Blood-vessel oxidative stress linked to brain and heart damage

Chemogenetic Neurovascular Oxidative Stress: Neurodegeneration and Cardiac Remodeling

NIH-funded research Brigham and Women's Hospital · NIH-11259432

This research looks at whether extra oxidative stress in blood-vessel cells can cause nerve and heart damage that may relate to dementia.

Quick facts

Grant typeR01 grant
Study typeNIH-funded research
Funding institutionBrigham and Women's Hospital NIH-funded
Lab location1 site (Boston, United States)
Project IDNIH-11259432 on NIH RePORTER

What this research studies

From a patient's perspective, researchers are using a lab method to raise levels of a reactive oxygen molecule inside blood-vessel cells in mice to see how that affects nerves and the heart. They created two different mouse lines that turn on the enzyme D-amino acid oxidase in vascular cells and give the mice a harmless chemical to trigger production of hydrogen peroxide. One mouse line developed clear sensory nerve problems and heart enlargement, while the other did not, letting scientists compare how vascular oxidative stress leads to damage. The goal is to learn whether blood-vessel oxidative stress could drive brain degeneration and heart changes linked to dementia.

Who could benefit from this research

Good fit: No humans are enrolled in this lab-based mouse project, but the findings are most relevant to people with Alzheimer's disease, vascular contributions to cognitive impairment, or mixed dementia.

Not a fit: Because this is preclinical mouse research, there is no direct opportunity for patient enrollment and no immediate therapeutic benefit to current patients.

Why it matters

Potential benefit: If successful, this work could reveal new targets or warning signs linking blood-vessel oxidative stress to dementia and related heart problems, guiding future treatments.

How similar studies have performed: Oxidative stress has been linked to neurodegeneration in prior studies, but using chemogenetic DAAO to produce hydrogen peroxide in endothelial cells and produce the reported nerve-and-heart phenotype is a relatively new approach.

Where this research is happening

Boston, United States

Researchers

About this research

  1. This is an active NIH-funded research project — typically early-stage science, not a clinical trial accepting patient enrollment.
  2. Some NIH-funded labs run parallel clinical studies or seek volunteers for related work. To check, contact the principal investigator or institution listed above.
  3. For full project details, budget, and progress reports, visit the official NIH RePORTER page below.
Conditions Alzheimer disease dementiaAlzheimer disease treatmentAlzheimer syndrome
Last reviewed 2026-06-13 by the Find a Trial editorial team. Information on this page is for educational purposes and is not medical advice. Always consult qualified healthcare professionals about clinical trial participation.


* [Work item]: The answer consists of the lines from the line holding "The width and" through the last line of the entries, retyped exactly, and nothing else. No pictures belong in it.
-.-.-
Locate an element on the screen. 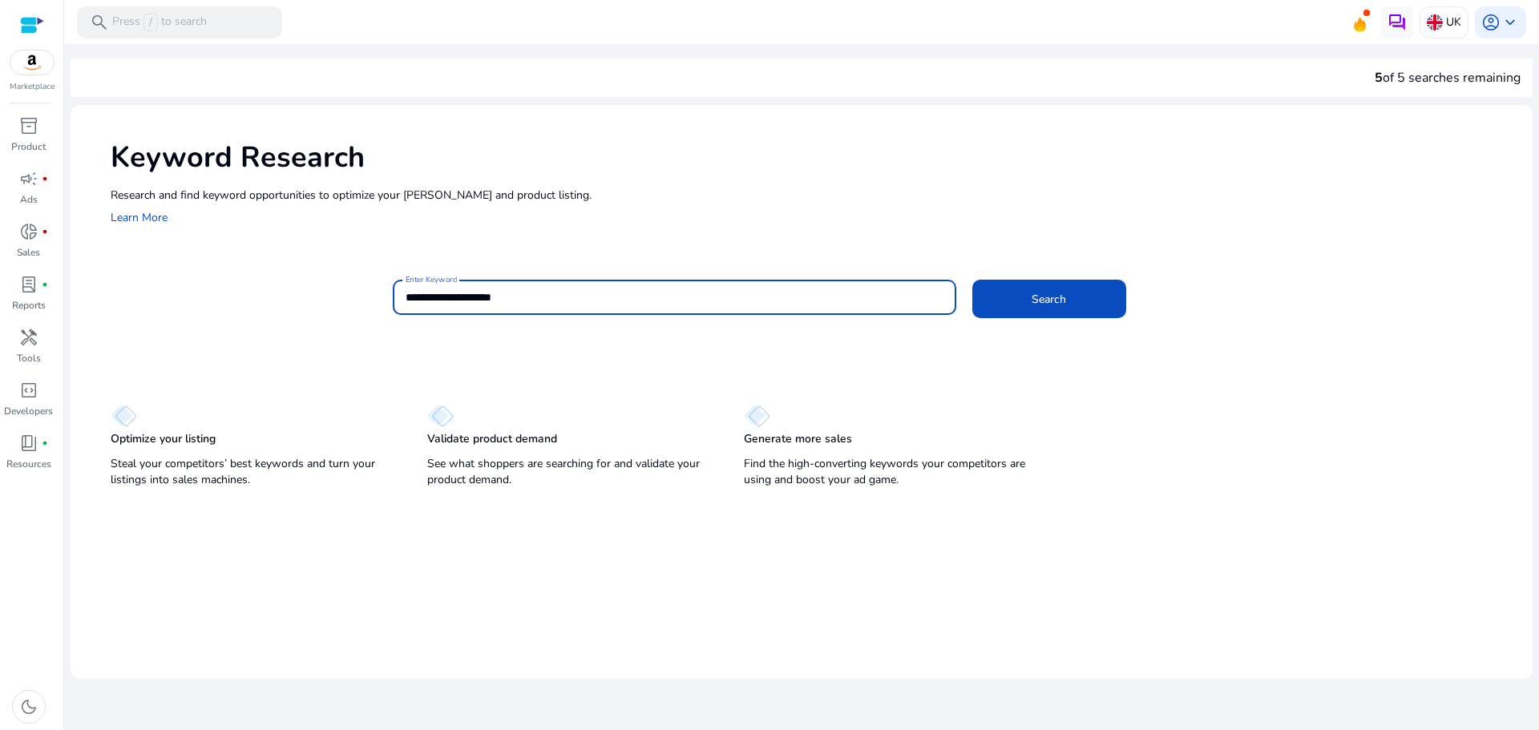  img: amazon.svg is located at coordinates (32, 63).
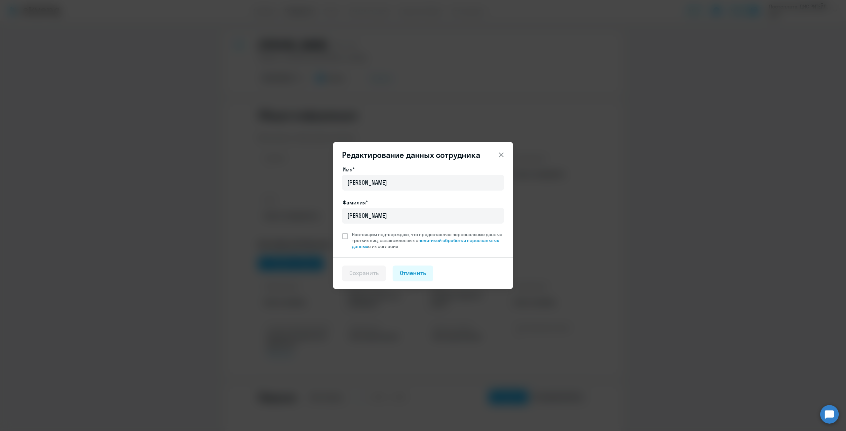 This screenshot has width=846, height=431. What do you see at coordinates (423, 155) in the screenshot?
I see `header: Редактирование данных сотрудника` at bounding box center [423, 155].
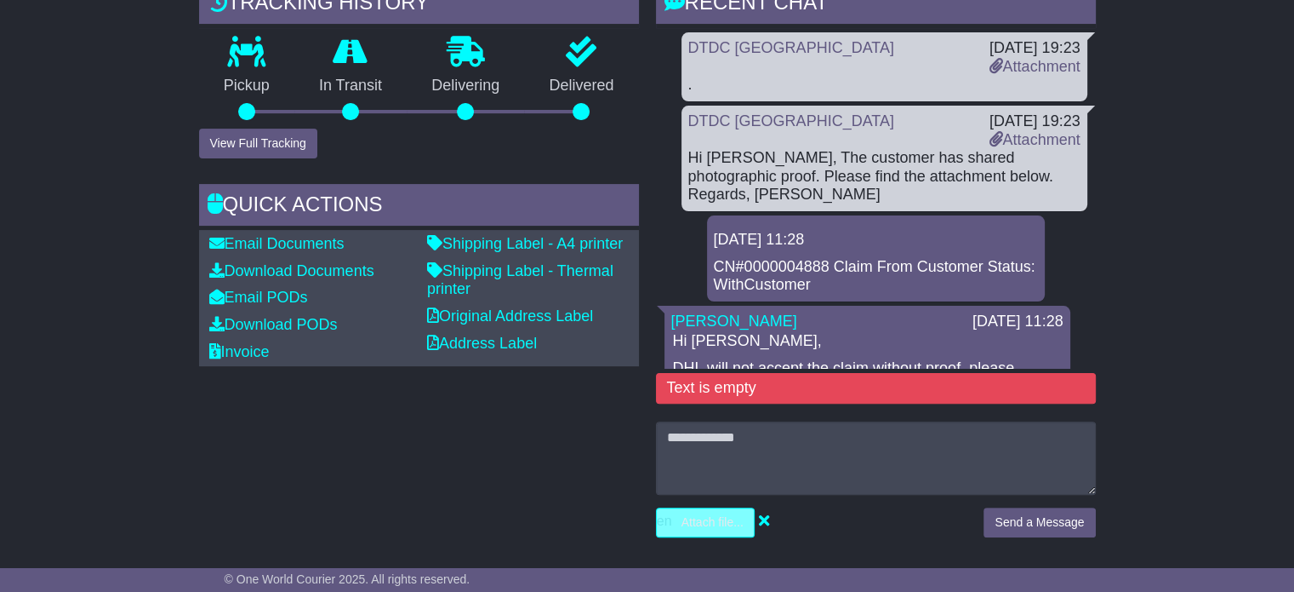 This screenshot has width=1294, height=592. I want to click on p: In Transit, so click(351, 86).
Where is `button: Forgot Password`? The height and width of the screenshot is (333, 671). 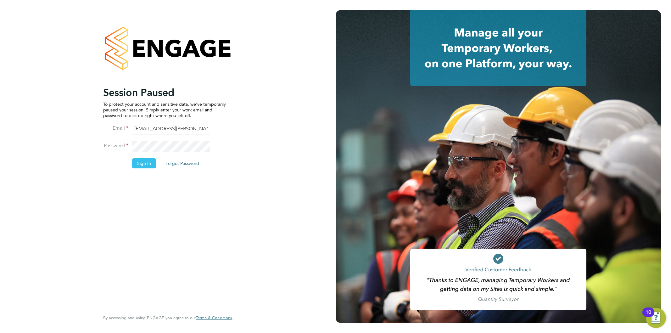 button: Forgot Password is located at coordinates (182, 163).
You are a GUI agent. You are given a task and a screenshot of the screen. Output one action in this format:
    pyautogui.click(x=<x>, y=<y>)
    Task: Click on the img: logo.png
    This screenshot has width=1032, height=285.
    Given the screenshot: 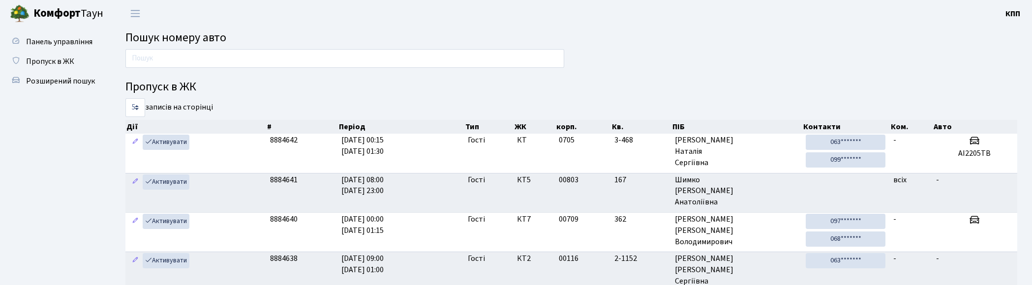 What is the action you would take?
    pyautogui.click(x=20, y=14)
    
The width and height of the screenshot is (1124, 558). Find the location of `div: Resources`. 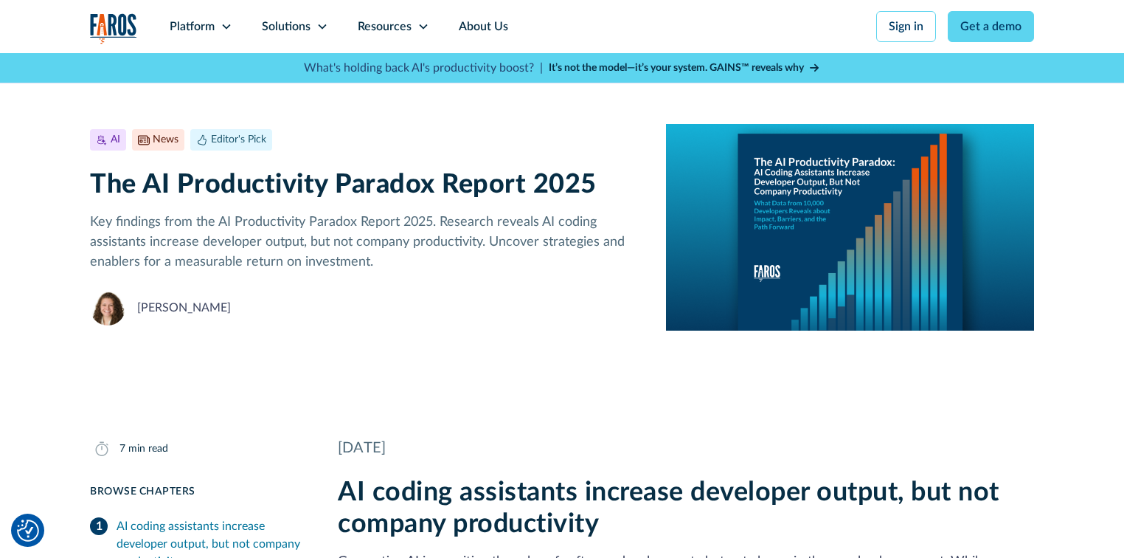

div: Resources is located at coordinates (384, 27).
-.-.-
* [Response for this exercise]:
The width and height of the screenshot is (1124, 558). Find the location of `div: Resources`. 

div: Resources is located at coordinates (384, 27).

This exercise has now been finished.